"We are pleased to have finished the year with a strong fourth quarter, our third highest in terms of net sales in the company's history," ZAGG (ZAGG) CEO Randy Hales says in kicking off his company's earnings release after Tuesday's market close.

He may be right about where the period stands in ZAGG's history, but it's certainly a stretch to call this a "strong" fourth quarter.

Net sales for the distributor of tablet and smartphone accessories fell 24% to $66.8 million during the holiday quarter. Sales in all three of its flagship product categories -- invisibleSHIELD screen protectors, tablet keyboards, and iFrogz audio accessories -- declined for the period. That's a pretty resounding failure since those three categories account for 87% of ZAGG's fading net sales.

The problem across all three segments is the same. The market has gotten more competitive. There are cheaper alternatives, resulting in the one-two punch of shrinking gross margins on cascading sales. A year-ago profit has been transformed into a reported loss, and even on an adjusted based we see profitability and EBITDA falling hard.

ZAGG is pleased. Really?

The good news for investors is that ZAGG is confident. It sees a return to sales growth by the latter half of this year, and that will be enough to push all of 2014 into positive territory. That's a pretty bold projection, since the handful of analysts still following the company generally see sales dipping slightly this year. 

Unfortunately it's hard to take ZAGG seriously. It dramatically hosed down its outlook not once, but twice last year. Until it can live up to its optimism, it will be hard to take ZAGG's thesis that new products and distributor resets later this year will drive growth as gospel. 

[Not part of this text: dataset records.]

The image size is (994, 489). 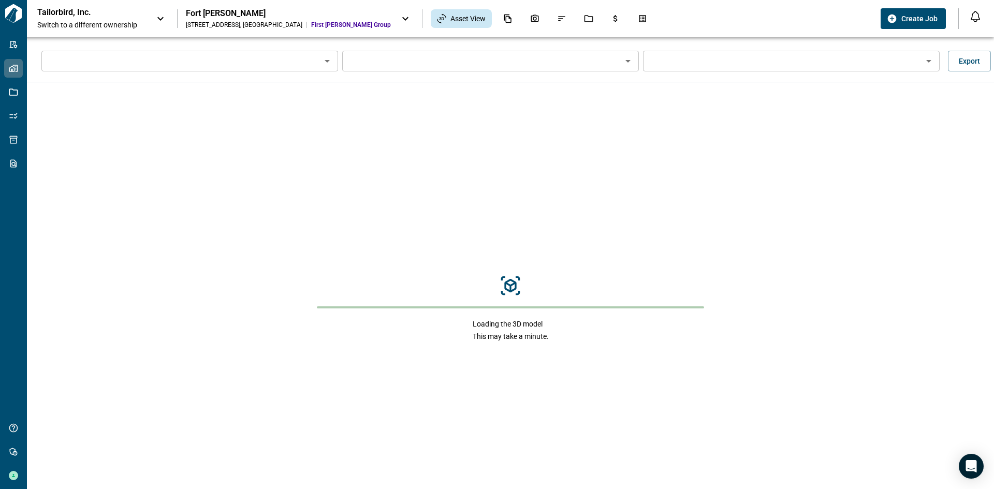 I want to click on div: Open Intercom Messenger, so click(x=971, y=466).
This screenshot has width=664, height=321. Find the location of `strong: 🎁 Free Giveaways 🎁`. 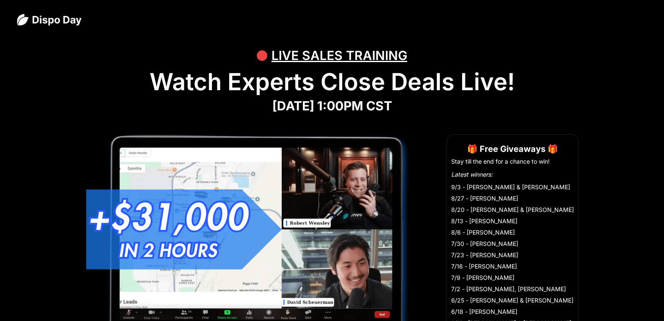

strong: 🎁 Free Giveaways 🎁 is located at coordinates (513, 149).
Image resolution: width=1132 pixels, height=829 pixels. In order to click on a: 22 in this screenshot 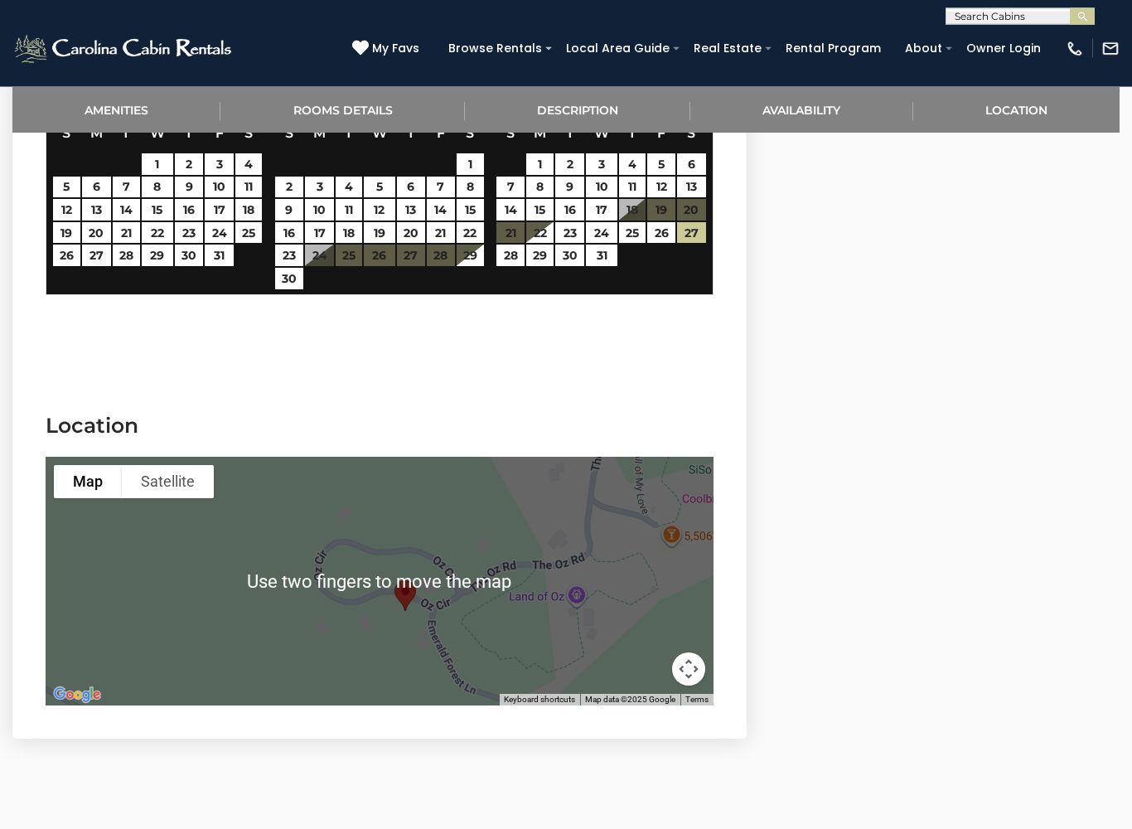, I will do `click(540, 233)`.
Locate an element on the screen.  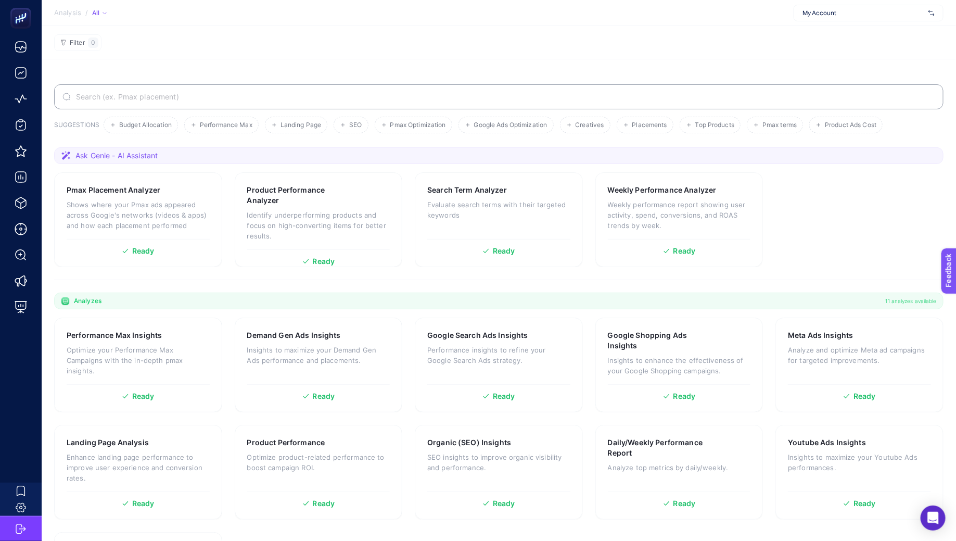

A positive in all of this is that ZAGG is putting its diminishing cash flows to work. It has just paid off its credit line, and now its board has approved a $10 million buyback. This may not have moved the needle when ZAGG was peaking north of $500 million three summers ago, but the stock has shredded 75% of its value. The buyback will make a difference. It will support the stock. It will make adjusted earnings matter more on a per-share basis. However, don't believe that the turnaround is here until it happens. ZAGG's guidance has been unreliable, and that isn't really a surprise since it's at the mercy of the product life cycles of other companies. Dismiss the hope. Wait for the facts.